I haven't taken any paid online courses that fit within your budget, but there are plenty of high quality free courses. Depending on your experience, I'd recommend the following:
Highly unpopular opinion, I know, but I didn't find learning how to learn very useful. It might as well have been a 30-minute video, and it wouldn't lose much of its content. A lot of the content seems to be rather inspirational than educational.
Kind of like any book or course like that, I found that the magic wasn't in watching the lectures or reading the book but in deliberately applying some of the strategies to my own learning process.
It was easy to watch and think "OK that makes sense". It was much harder but much more worthwhile to deliberately set aside time for diffuse mode, practice spaced repetition, and quiz myself as I worked through a reading.
I took one class (computer architecture & assembly language) through Oregon State University's online CS program as a soft-requirement for some in-person classes I'm currently taking.

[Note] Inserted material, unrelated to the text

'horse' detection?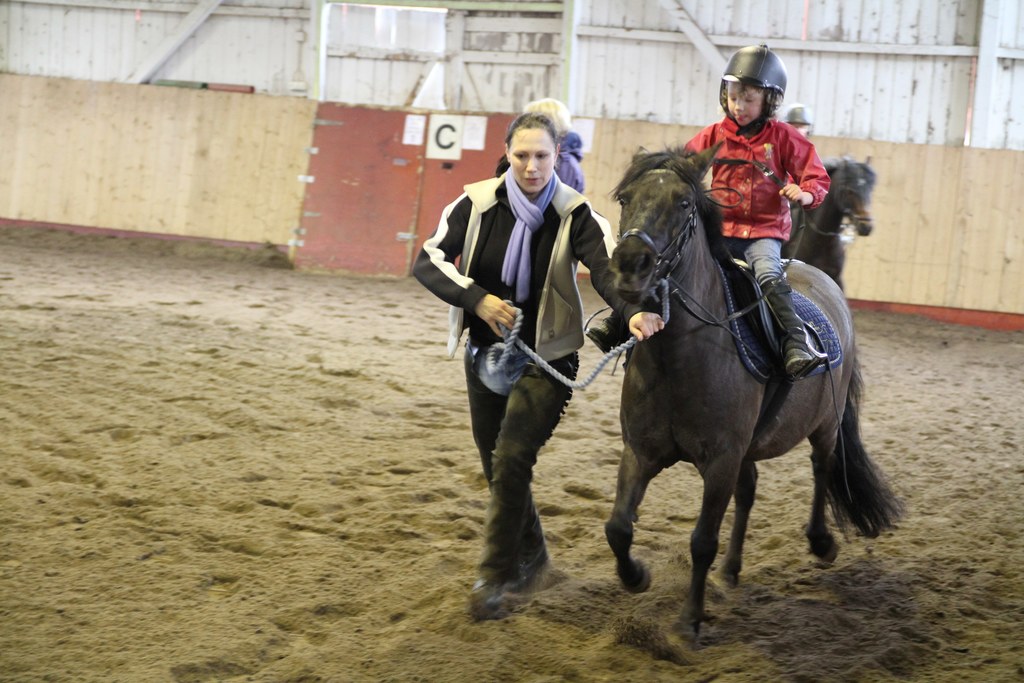
607,139,909,651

They have the full post-bacc program (http://eecs.oregonstate.edu/academic/online-cs-postbacc), and they also do allow you to take one-off classes. Officially it says you can only take the intro classes, but I just signed up for this class anyways.
It was quite a bit more than OP's budget (total cost came to $1,200 or so), but that ended up being much cheaper than having to take the class at my current program. My employer also helped with 2/3 of the cost.
As vikram360 pointed out, they're on the schedule page (https://pdos.csail.mit.edu/6.824/schedule.html). Since this is the class going on right now (Spring 2020), only a couple that have already happened have been posted so far, but I'd bet they're uploaded pretty soon after their date.